I set my glass on the table. "I'm going to the restroom." Sophie moved to follow, and I pressed her hand. "It's fine."

The corridor was carpeted thick enough to swallow every footstep. The restroom was quiet. I turned on the tap and rinsed my hands. In the mirror my makeup was still mostly intact, my face a little pale. The door opened, and Claire came in and stood beside me to touch up her lipstick.

"Emma." She said my name, her voice lower than before. "You really don't need to read so much into my training with Ethan."

I turned off the tap. "Is that so?"

"He's just my mentor." She looked at me in the mirror, her tone gentle, like she was clearing up a misunderstanding. "If you don't understand how the flight training system works, it's easy to mistake normal guidance for a threat."

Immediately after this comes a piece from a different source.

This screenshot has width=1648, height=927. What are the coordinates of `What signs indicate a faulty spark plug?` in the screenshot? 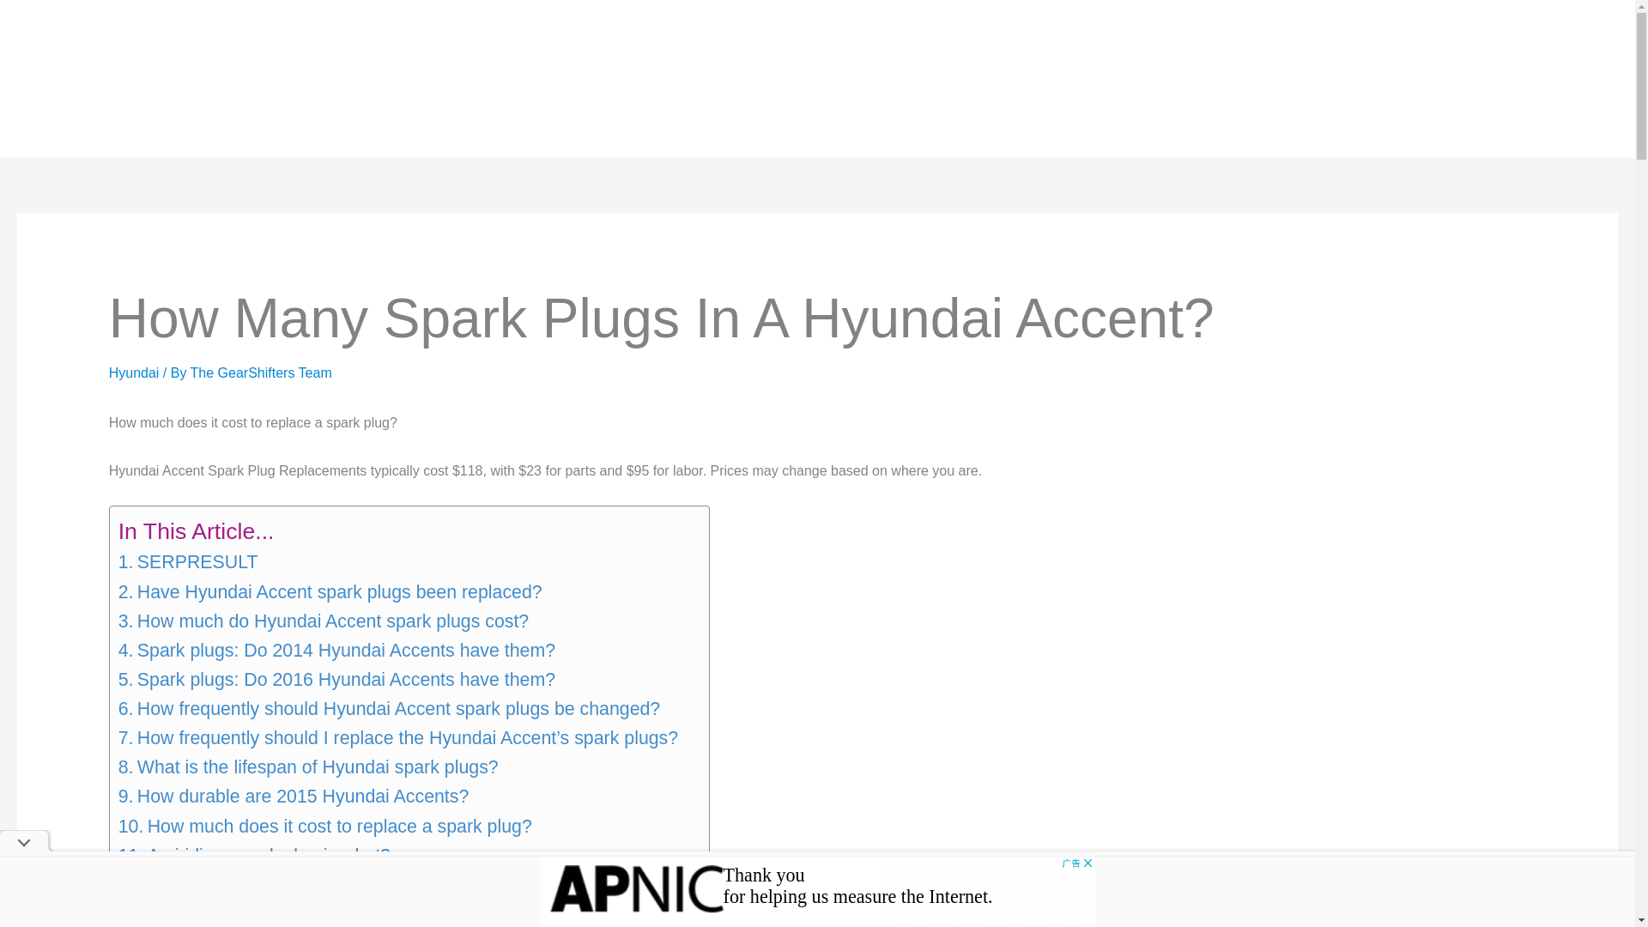 It's located at (294, 884).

"Normal guidance?" I turned to face her. "Including pulling an all-nighter editing a promotion video on Valentine's Day?"

Her hand paused, then she quickly smiled again. "That day really was urgent." She capped her lipstick and put it back in her bag. "I know you might not feel great about it. But Ethan's just that kind of person. He throws himself into the things that really matter."

The things that really matter. She said it lightly, but it was like a thorn.

I nodded. "Then you'd better keep that debrief booklet safe."

She looked at me. "What?"

"After all, it's the closest thing to evidence in this so-called professional relationship of yours."

The smile slowly faded from Claire's face. I pulled a paper towel and dried my hands. "Don't lose it." Then I tossed the towel in the trash and pushed the door open.

In the ballroom Ethan still stood at the center of the crowd, the runway lights behind him. Claire soon came out and returned to his side. Ethan tilted his head and asked her something, and she shook her head, her eyes rimmed red. He raised his eyes to me, and that look was cold, as if I'd done something wrong again.

I found it funny. When someone refuses to see that you're hurting, they treat every reaction of yours as trouble.

I looked down at my phone. The Seattle ticket page was still open, booking status: confirmed.